No Arabic abstract
We study the anisotropic pinning-mode resonances in the rf conductivity spectra of the stripe phase of 2D electron systems (2DES) around Landau level filling 9/2, in the presence of an in-plane magnetic field, B_ip. The polarization along which the resonance is observed switches as B_ip is applied, consistent with the reorientation of the stripes. The resonance frequency, a measure of the pinning interaction between the 2DES and disorder, increases with B_ip. The magnitude of this increase indicates that disorder interaction is playing an important role in determining the stripe orientation.
We study the radio-frequency diagonal conductivities of the anisotropic stripe phases of higher Landau levels near half integer fillings. In the hard direction, in which larger dc resistivity occurs, the spectrum exhibits a striking resonance, while in the orthogonal, easy direction, no resonance is discernable. The resonance is interpreted as a pinning mode of the stripe phase.
The lifetime of two dimensional electrons in GaAs quantum wells, placed in weak quantizing magnetic fields, is measured using a simple transport method in broad range of temperatures from 0.3 K to 20 K. The temperature variations of the electron lifetime are found to be in good agreement with conventional theory of electron-electron scattering in 2D systems.
The electron tunneling is experimentally studied between two-dimensional electron gases (2DEGs) formed in a single-doped-barrier heterostructure in the magnetic fields directed perpendicular to the 2DEGs planes. It is well known that the quantizing magnetic field induces the Coulomb pseudogap suppressing the electron tunneling at Fermi level. In this paper we firstly present the experimental results revealing the pseudogap in the electron tunneling assisted by elastic electron scattering on disorder.
Magnetic nanostructures are often considered as highly functional materials because they exhibit unusual magnetic properties under different external conditions. We study the effect of surface pinning on the core-shell magnetic nanostuctures of different shapes and sizes considering the spin-interaction to be Ising-like. We explore the hysteresis properties and find that the exchange bias, even under zero field cooled conditions, increases with increase of, the pinning density and the fraction of up-spins among the pinned ones. We explain these behavior analytically by introducing a simple model of the surface. The asymmetry in hysteresis is found to be more prominent in a inverse core-shell structure, where spin interaction in the core is antiferromagnetic and that in the shell is ferromagnetic. These studied of inverse core-shell structure are extended to different shapes, sizes, and different spin interactions, namely Ising, XY- and Heisenberg models in three dimension. We also briefly discuss the pinning effects on magnetic heterostructures.
Tunnelling between two-dimensional electron systems has been studied in the magnetic field perpendicular to the systems planes. The satellite conductance peaks of the main resonance have been observed due to the electron tunnelling assisted by the elastic scattering on impurities in the barrier layer. These peaks are shown to shift to the higher voltage due to the Coulomb pseudogap in the intermediate fields. In the high magnetic fields the pseudogap shift is disappeared.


▸ **Prompt**:
Your answer must be an exact copy of the entries below, with every picture removed.
** Opening Data for analysis block **
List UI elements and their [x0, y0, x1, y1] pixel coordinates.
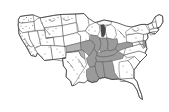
- speckle-point: [46, 41, 47, 42]
- speckle-point: [60, 52, 61, 53]
- speckle-point: [43, 35, 44, 36]
- speckle-point: [132, 75, 133, 76]
- speckle-point: [126, 58, 127, 59]
- speckle-point: [74, 70, 75, 71]
- speckle-point: [20, 33, 21, 34]
- speckle-point: [77, 74, 78, 75]
- speckle-point: [76, 57, 77, 58]
- speckle-point: [22, 28, 23, 29]
- speckle-point: [37, 46, 38, 47]
- speckle-point: [48, 29, 49, 30]
- speckle-point: [127, 72, 128, 73]
- speckle-point: [22, 22, 23, 23]
- speckle-point: [57, 49, 58, 50]
- speckle-point: [28, 20, 29, 21]
- speckle-point: [42, 57, 43, 58]
- state-alabama: [103, 61, 119, 80]
- state-michigan-lower: [106, 25, 117, 40]
- map-figure: [0, 0, 169, 112]
- speckle-point: [129, 34, 130, 35]
- speckle-point: [130, 50, 131, 51]
- speckle-point: [72, 18, 73, 19]
- speckle-point: [84, 72, 85, 73]
- speckle-point: [79, 78, 80, 79]
- speckle-point: [25, 42, 26, 43]
- speckle-point: [53, 31, 54, 32]
- speckle-point: [94, 81, 95, 82]
- speckle-point: [35, 50, 36, 51]
- speckle-point: [136, 38, 137, 39]
- speckle-point: [24, 19, 25, 20]
- speckle-point: [27, 45, 28, 46]
- speckle-point: [123, 66, 124, 67]
- speckle-point: [23, 39, 24, 40]
- speckle-point: [46, 21, 47, 22]
- speckle-point: [41, 39, 42, 40]
- speckle-point: [33, 54, 34, 55]
- speckle-point: [26, 26, 27, 27]
- speckle-point: [86, 40, 87, 41]
- speckle-point: [100, 79, 101, 80]
- lake-michigan: [101, 25, 106, 38]
- speckle-point: [29, 28, 30, 29]
- speckle-point: [64, 18, 65, 19]
- speckle-point: [21, 35, 22, 36]
- speckle-point: [45, 54, 46, 55]
- speckle-point: [73, 60, 74, 61]
- speckle-point: [28, 48, 29, 49]
- speckle-point: [138, 28, 139, 29]
- speckle-point: [68, 17, 69, 18]
- us-map-svg: [0, 0, 169, 112]
- speckle-point: [54, 18, 55, 19]
- speckle-point: [142, 30, 143, 31]
- speckle-point: [89, 30, 90, 31]
- speckle-streak: [119, 31, 125, 38]
- speckle-point: [45, 32, 46, 33]
- speckle-point: [42, 23, 43, 24]
- speckle-point: [79, 62, 80, 63]
- speckle-point: [56, 28, 57, 29]
- state-indiana: [100, 38, 109, 52]
- map-water-bodies: [101, 25, 106, 38]
- speckle-point: [39, 43, 40, 44]
- speckle-point: [118, 30, 119, 31]
- speckle-point: [49, 19, 50, 20]
- speckle-point: [63, 55, 64, 56]
- speckle-point: [49, 47, 50, 48]
- speckle-point: [88, 79, 89, 80]
- speckle-point: [31, 18, 32, 19]
- speckle-point: [32, 25, 33, 26]
- speckle-point: [58, 17, 59, 18]
- speckle-point: [30, 51, 31, 52]
- speckle-point: [21, 26, 22, 27]
- speckle-point: [51, 51, 52, 52]
- speckle-point: [95, 31, 96, 32]
- speckle-point: [92, 27, 93, 28]
- speckle-point: [26, 17, 27, 18]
** Closing Data for analysis block **
▸ **Problem solution**:
List UI elements and their [x0, y0, x1, y1] pixel coordinates.
- speckle-point: [46, 41, 47, 42]
- speckle-point: [60, 52, 61, 53]
- speckle-point: [43, 35, 44, 36]
- speckle-point: [132, 75, 133, 76]
- speckle-point: [126, 58, 127, 59]
- speckle-point: [74, 70, 75, 71]
- speckle-point: [20, 33, 21, 34]
- speckle-point: [77, 74, 78, 75]
- speckle-point: [76, 57, 77, 58]
- speckle-point: [22, 28, 23, 29]
- speckle-point: [37, 46, 38, 47]
- speckle-point: [48, 29, 49, 30]
- speckle-point: [127, 72, 128, 73]
- speckle-point: [22, 22, 23, 23]
- speckle-point: [57, 49, 58, 50]
- speckle-point: [28, 20, 29, 21]
- speckle-point: [42, 57, 43, 58]
- state-alabama: [103, 61, 119, 80]
- state-michigan-lower: [106, 25, 117, 40]
- map-figure: [0, 0, 169, 112]
- speckle-point: [129, 34, 130, 35]
- speckle-point: [130, 50, 131, 51]
- speckle-point: [72, 18, 73, 19]
- speckle-point: [84, 72, 85, 73]
- speckle-point: [79, 78, 80, 79]
- speckle-point: [25, 42, 26, 43]
- speckle-point: [53, 31, 54, 32]
- speckle-point: [94, 81, 95, 82]
- speckle-point: [35, 50, 36, 51]
- speckle-point: [136, 38, 137, 39]
- speckle-point: [24, 19, 25, 20]
- speckle-point: [27, 45, 28, 46]
- speckle-point: [123, 66, 124, 67]
- speckle-point: [23, 39, 24, 40]
- speckle-point: [46, 21, 47, 22]
- speckle-point: [41, 39, 42, 40]
- speckle-point: [33, 54, 34, 55]
- speckle-point: [26, 26, 27, 27]
- speckle-point: [86, 40, 87, 41]
- speckle-point: [100, 79, 101, 80]
- lake-michigan: [101, 25, 106, 38]
- speckle-point: [29, 28, 30, 29]
- speckle-point: [64, 18, 65, 19]
- speckle-point: [21, 35, 22, 36]
- speckle-point: [45, 54, 46, 55]
- speckle-point: [73, 60, 74, 61]
- speckle-point: [28, 48, 29, 49]
- speckle-point: [138, 28, 139, 29]
- speckle-point: [68, 17, 69, 18]
- us-map-svg: [0, 0, 169, 112]
- speckle-point: [54, 18, 55, 19]
- speckle-point: [142, 30, 143, 31]
- speckle-point: [89, 30, 90, 31]
- speckle-streak: [119, 31, 125, 38]
- speckle-point: [45, 32, 46, 33]
- speckle-point: [42, 23, 43, 24]
- speckle-point: [79, 62, 80, 63]
- speckle-point: [56, 28, 57, 29]
- state-indiana: [100, 38, 109, 52]
- map-water-bodies: [101, 25, 106, 38]
- speckle-point: [39, 43, 40, 44]
- speckle-point: [118, 30, 119, 31]
- speckle-point: [49, 19, 50, 20]
- speckle-point: [63, 55, 64, 56]
- speckle-point: [49, 47, 50, 48]
- speckle-point: [88, 79, 89, 80]
- speckle-point: [31, 18, 32, 19]
- speckle-point: [32, 25, 33, 26]
- speckle-point: [58, 17, 59, 18]
- speckle-point: [30, 51, 31, 52]
- speckle-point: [21, 26, 22, 27]
- speckle-point: [51, 51, 52, 52]
- speckle-point: [95, 31, 96, 32]
- speckle-point: [92, 27, 93, 28]
- speckle-point: [26, 17, 27, 18]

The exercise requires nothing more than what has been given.